Oliver Chanarin (born 1971, London, UK) is an artist working primarily with photography. He studied Artificial Intelligence as an undergraduate and is professor of photography at the Hochschule für bildende Künste (HFBK) in Hamburg. Chanarin is also a founding member of the masters programme in photography at The Royal Academy of Art (KABK) in The Netherlands. He is one half of the duo Broomberg & Chanarin, whose work is held in major public and private collections including Pompidou, Tate, MoMA, Yale, Stedelijk, Jumex in Mexico DF, Victoria and Albert Museum in London, The Eye Amsterdam, the Art Gallery of Ontario, Cleveland Museum of Art and Baltimore Museum of Art. Awards include the ICP Infinity Award (2014) for Holy Bible, and the Deutsche Börse Photography Prize (2013) for War Primer 2; the Arles Photo Text Award (2018).

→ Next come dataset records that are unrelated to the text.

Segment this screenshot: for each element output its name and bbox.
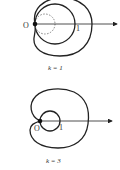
unit-label: 1 [59,123,63,132]
k-label: k = 1 [48,64,63,72]
origin-dot [33,22,38,27]
figure-k3: O 1 k = 3 [30,89,112,165]
origin-dot [38,119,43,124]
origin-label: O [34,124,40,133]
k-label: k = 3 [46,157,61,165]
unit-label: 1 [76,24,80,33]
figure-k1: O 1 k = 1 [23,0,117,72]
polar-curves-diagram: O 1 k = 1 O 1 k = 3 [0,0,120,170]
origin-label: O [23,21,29,30]
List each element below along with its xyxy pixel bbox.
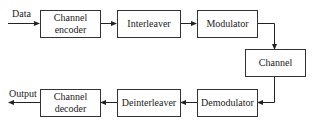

Alexandra Bell (b. 1983, Chicago, IL) is a multidisciplinary artist who investigates the complexities of narrative, information consumption, and perception. Utilizing various media, she deconstructs language and imagery to explore the tension between marginal experiences and dominant histories. Through investigative research, she considers the ways media frameworks construct memory and inform discursive practices around race, politics, and culture. Her work has been exhibited at Jeffrey Deitch Gallery, Charlie James Gallery, MoMA PS1, We Buy Gold, Koenig & Clinton Gallery, The Nathan Cummings Foundation, Atlanta Contemporary, Pomona College Museum of Art, Spencer Museum of Art, and Usdan Gallery at Bennington College. She received the 2018 International Center of Photography Infinity Award in the applied category and is a 2018 Soros Equality Fellow. She is a 2020 Sarah Arison Artadia awardee and a 2021 Pioneer Works resident. Bell holds a B.A. in interdisciplinary studies in the humanities from the University of Chicago and an M.S. in journalism from Columbia University. She lives and works in Brooklyn, NY.

Event Price

This program is free with a suggested donation of $5.